Long Kansas State basketball scoring drought sets TCU up for Jameer Nelson game winner

MANHATTAN — In the end, all anyone will remember is TCU guard Jameer Nelson's off-balance 3-pointer with 1.1 second left that sent Kansas State basketball to a heartbreaking 75-72 loss Saturday at Bramlage Coliseum.

The Wildcats even defended the play according to plan, only to have Nelson, a senior transfer from Delaware, deliver the dagger with time running out.

"Big-time shot, big-time player," K-State coach Jerome Tang said. "Games like this, guys just have to make plays, and he did. So, credit to them."

With that one play, K-State lost for the sixth time in seven games, and worse fell at home for the second time in a Big 12 Conference where road victories are hard to come by. They are now 15-10 overall and 5-7 in the Big 12 with six games — split evenly between home and away — remaining.

And indeed, TCU (18-7, 7-5) produced the game-winning play after K-State had erased a 10-point deficit to get even on Cam Carter's two clutch free throws with 15.6 seconds to go. But the Wildcats' issues essentially boiled down to two fatal scoring droughts that put them in that position.

Related: Kansas State basketball fails to land knockout punch against BYU

TCU guard Micah Peavy (0) is guarded by Kansas State's Arthur Kaluma (24) during Saturday's game at Bramlage Coliseum.
TCU guard Micah Peavy (0) is guarded by Kansas State's Arthur Kaluma (24) during Saturday's game at Bramlage Coliseum.

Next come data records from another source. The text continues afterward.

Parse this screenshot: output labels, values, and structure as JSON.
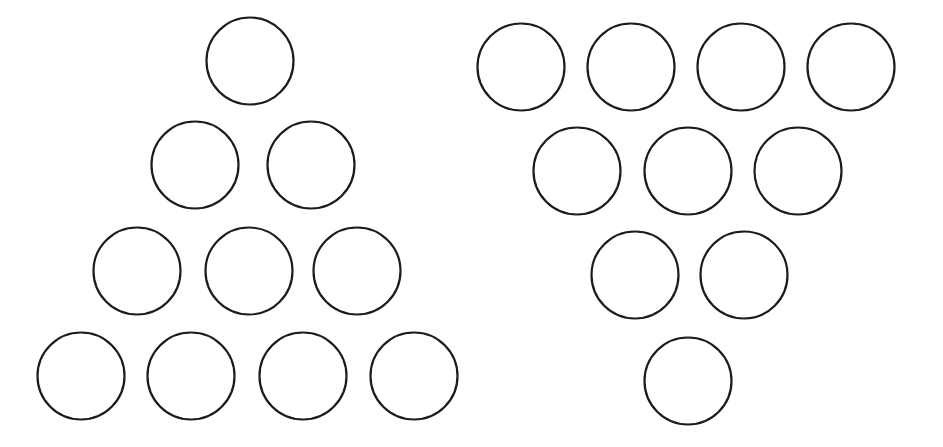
{
  "canvas": {
    "width": 943,
    "height": 447,
    "background_color": "#ffffff",
    "stroke_color": "#1c1c1c",
    "stroke_width": 2.2
  },
  "diagram": {
    "type": "circle-arrangement",
    "total_circles": 20,
    "circle_diameter": 87,
    "circle_radius": 43.5,
    "groups": [
      {
        "id": "left-group",
        "name": "upright-triangle",
        "count": 10,
        "rows_counts": [
          1,
          2,
          3,
          4
        ],
        "rows": [
          {
            "index": 0,
            "count": 1,
            "cy": 61,
            "circles": [
              {
                "cx": 250,
                "cy": 61,
                "r": 43.5
              }
            ]
          },
          {
            "index": 1,
            "count": 2,
            "cy": 165,
            "circles": [
              {
                "cx": 195,
                "cy": 165,
                "r": 43.5
              },
              {
                "cx": 311,
                "cy": 165,
                "r": 43.5
              }
            ]
          },
          {
            "index": 2,
            "count": 3,
            "cy": 271,
            "circles": [
              {
                "cx": 137,
                "cy": 271,
                "r": 43.5
              },
              {
                "cx": 249,
                "cy": 271,
                "r": 43.5
              },
              {
                "cx": 357,
                "cy": 271,
                "r": 43.5
              }
            ]
          },
          {
            "index": 3,
            "count": 4,
            "cy": 376,
            "circles": [
              {
                "cx": 81,
                "cy": 376,
                "r": 43.5
              },
              {
                "cx": 191,
                "cy": 376,
                "r": 43.5
              },
              {
                "cx": 303,
                "cy": 376,
                "r": 43.5
              },
              {
                "cx": 414,
                "cy": 376,
                "r": 43.5
              }
            ]
          }
        ]
      },
      {
        "id": "right-group",
        "name": "inverted-triangle",
        "count": 10,
        "rows_counts": [
          4,
          3,
          2,
          1
        ],
        "rows": [
          {
            "index": 0,
            "count": 4,
            "cy": 67,
            "circles": [
              {
                "cx": 521,
                "cy": 67,
                "r": 43.5
              },
              {
                "cx": 631,
                "cy": 67,
                "r": 43.5
              },
              {
                "cx": 741,
                "cy": 67,
                "r": 43.5
              },
              {
                "cx": 851,
                "cy": 67,
                "r": 43.5
              }
            ]
          },
          {
            "index": 1,
            "count": 3,
            "cy": 171,
            "circles": [
              {
                "cx": 577,
                "cy": 171,
                "r": 43.5
              },
              {
                "cx": 688,
                "cy": 171,
                "r": 43.5
              },
              {
                "cx": 798,
                "cy": 171,
                "r": 43.5
              }
            ]
          },
          {
            "index": 2,
            "count": 2,
            "cy": 275,
            "circles": [
              {
                "cx": 635,
                "cy": 275,
                "r": 43.5
              },
              {
                "cx": 744,
                "cy": 275,
                "r": 43.5
              }
            ]
          },
          {
            "index": 3,
            "count": 1,
            "cy": 381,
            "circles": [
              {
                "cx": 688,
                "cy": 381,
                "r": 43.5
              }
            ]
          }
        ]
      }
    ]
  }
}
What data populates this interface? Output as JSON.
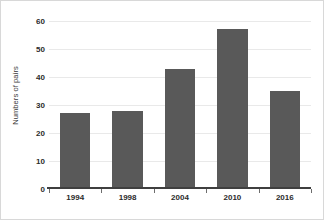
{
  "chart_data": {
    "type": "bar",
    "title": "",
    "xlabel": "",
    "ylabel": "Numbers of pairs",
    "categories": [
      "1994",
      "1998",
      "2004",
      "2010",
      "2016"
    ],
    "values": [
      27,
      28,
      43,
      57,
      35
    ],
    "ylim": [
      0,
      60
    ],
    "yticks": [
      0,
      10,
      20,
      30,
      40,
      50,
      60
    ],
    "ytick_labels": [
      "0",
      "10",
      "20",
      "30",
      "40",
      "50",
      "60"
    ],
    "grid": true,
    "grid_axis": "y",
    "legend": false,
    "legend_position": "none",
    "series": [
      {
        "name": "Numbers of pairs",
        "values": [
          27,
          28,
          43,
          57,
          35
        ],
        "color": "#595959"
      }
    ]
  },
  "colors": {
    "bar": "#595959",
    "gridline": "#e9e9e9",
    "axis": "#3f3f3f",
    "tick_text": "#2b2b2b",
    "label_text": "#3a3a3a",
    "frame": "#d8d8d8",
    "background": "#ffffff"
  }
}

K-State overcame a 5-minute, 45-second dry spell in the first half to lead 28-24 at the break, but it was after the Wildcats took a 49-41 lead on Tylor Perry's two free throws with 12:30 left in the game that things unraveled.

TCU scored the next 12 points to go in front, 53-49, and after two Carter free throws to end the drought at 3:43, the Horned Frogs reeled off eight more points and led 61-51.

"It began with the 18-2 run," said K-State forward Arthur Kaluma, who finished with 11 points, five rebounds and three assists. The spurt was actually 20-2, but point taken.

"If you just think back on a lot of that, if the run was 15-2, we go to overtime. If it was a 10-2 run, we win the game. It's just the little things."

Tang, who now must get the Wildcats ready to head to Texas for an 8 p.m. game on Monday, wasn't surprised by how the game unfolded.

Related: Kansas State basketball's furious rally comes up short in loss to BYU

"Pretty much every game they've played, they've either been up big and the other teams come back, or the other team has been up big and they've come back," Tang said of TCU. "They're just a team of runs. They play in spurts, and so we knew that that was going to happen.

"But we also knew that when we couldn't extend it, that they would make a comeback and when they extended that, they would give us the opportunity to come back."

But K-State's second-half stretch of over six minutes without a field goal was too much to overcome. The Wildcats never led after that.

Point guard Tylor Perry, who led K-State with 24 points but had three turnovers against two assists, blamed the droughts on himself, even if he was the Wildcats' most productive player on offense.

"It was just the offense getting stagnant," he said. "That's on the point guard. You can't blame it on nobody else.

"So, simply not executing like we were supposed to, and that's on me."

K-State limited its turnovers to 14, one below the season average, against a TCU team that lives off opponents' mistakes, and turned the Horned Frogs over 14 times as well. But the Wildcats' other recurring issue, denying offensive rebounds, were a problem.

"They're 22-8 on the offensive glass," said Tang, whose Wildcats were on the short end in second-chance points, 20-8. "We couldn't overcome that, and especially when we don't shoot the ball well."

K-State shot a respectable 47.9% to 42.9 for TCU but made just 1 of 15 3-pointers. The Wildcats did have a 44-30 scoring advantage in the paint.